§ **THE PROBLEM**
The lines to transcribe run from the top of the material below to the line with "You are a GUI", inclusive. Leave the pictures behind.

§ **PROVIDED DATA**
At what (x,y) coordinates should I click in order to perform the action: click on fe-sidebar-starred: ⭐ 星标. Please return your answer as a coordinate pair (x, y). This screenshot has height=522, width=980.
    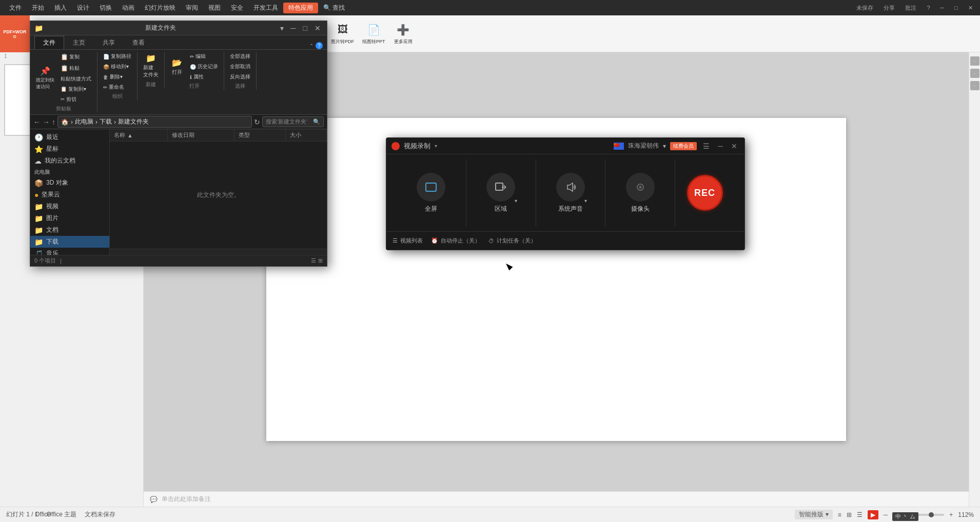
    Looking at the image, I should click on (70, 149).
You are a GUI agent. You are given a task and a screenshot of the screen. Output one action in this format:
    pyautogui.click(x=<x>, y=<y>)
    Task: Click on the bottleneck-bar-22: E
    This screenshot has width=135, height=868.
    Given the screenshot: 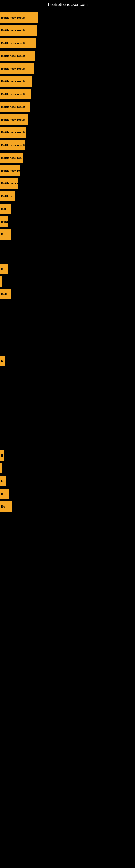 What is the action you would take?
    pyautogui.click(x=2, y=361)
    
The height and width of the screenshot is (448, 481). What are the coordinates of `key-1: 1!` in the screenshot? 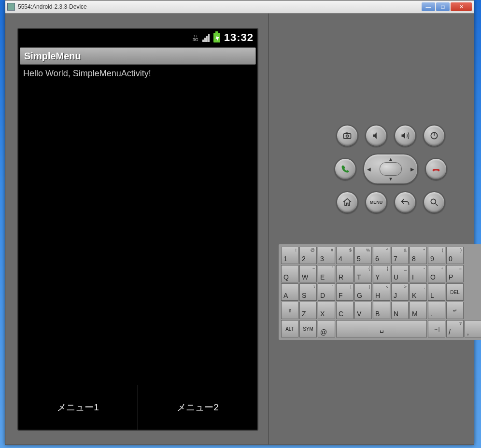 It's located at (290, 255).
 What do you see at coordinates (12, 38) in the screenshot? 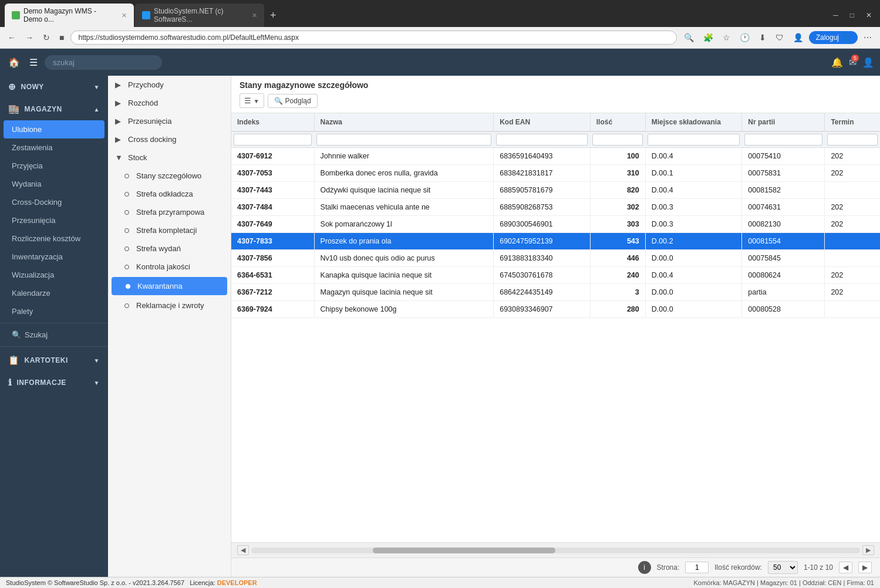
I see `back-button: ←` at bounding box center [12, 38].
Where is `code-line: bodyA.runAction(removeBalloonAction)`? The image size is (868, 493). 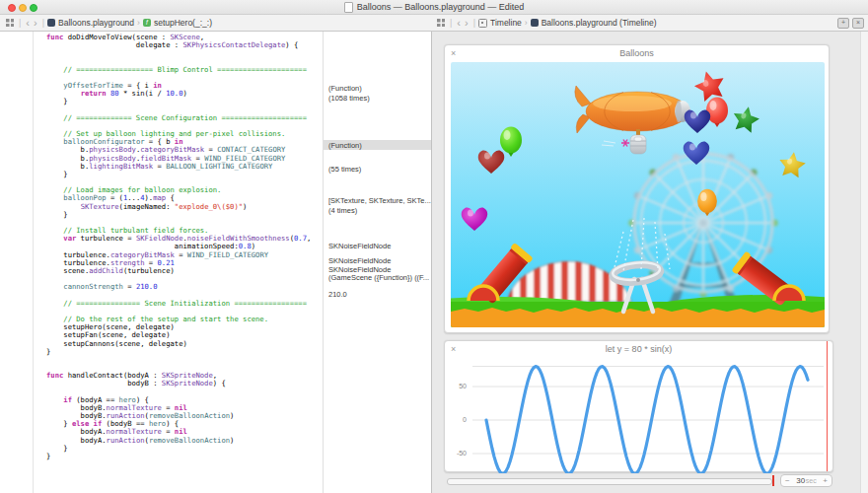
code-line: bodyA.runAction(removeBalloonAction) is located at coordinates (179, 441).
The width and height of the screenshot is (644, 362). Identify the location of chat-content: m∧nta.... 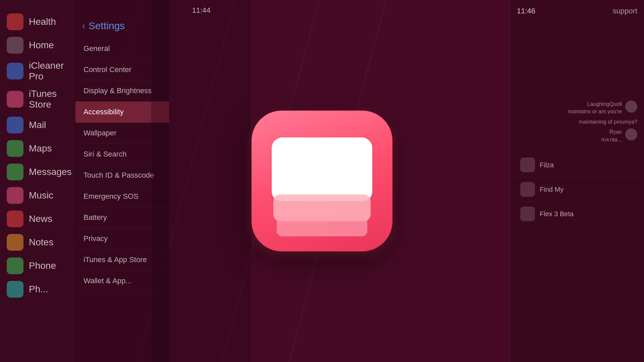
(612, 139).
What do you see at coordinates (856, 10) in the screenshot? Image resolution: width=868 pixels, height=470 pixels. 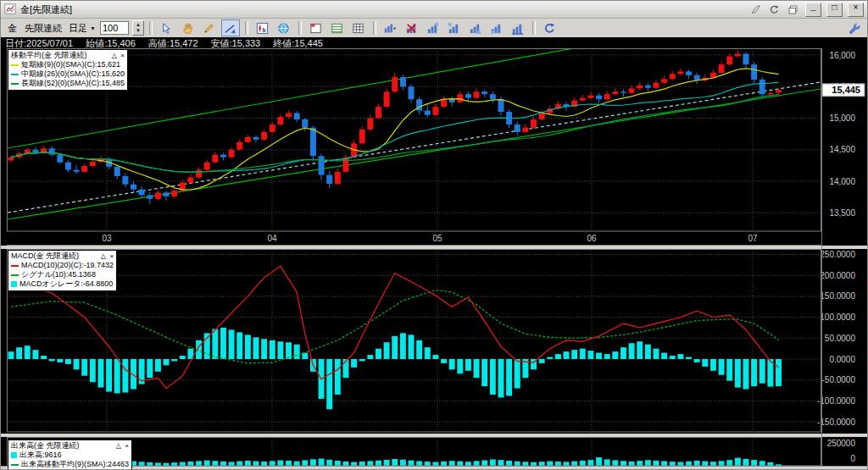 I see `close-button: ×` at bounding box center [856, 10].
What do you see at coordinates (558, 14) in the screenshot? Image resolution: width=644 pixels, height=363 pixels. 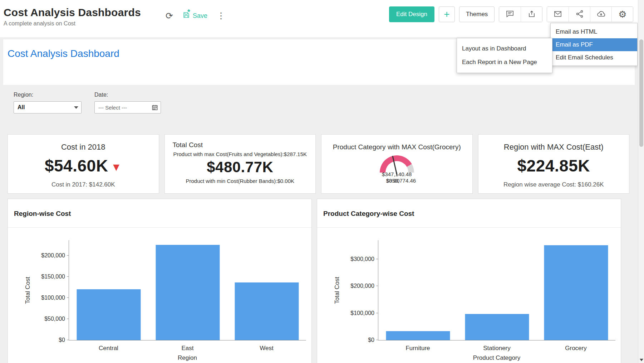 I see `email-button` at bounding box center [558, 14].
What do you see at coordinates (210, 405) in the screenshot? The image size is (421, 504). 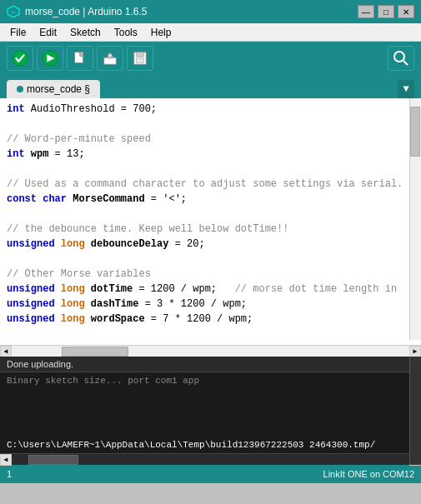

§ **SOLVED EXERCISE**
At what (x,y) coordinates should I click in order to perform the action: click on fe-sidebar-starred: ⭐ 星标. Please return your answer as a coordinate pair (x, y). This screenshot has height=522, width=980.
    Looking at the image, I should click on (70, 149).
You are a GUI agent. You are given a task and a screenshot of the screen. Output one action in this format:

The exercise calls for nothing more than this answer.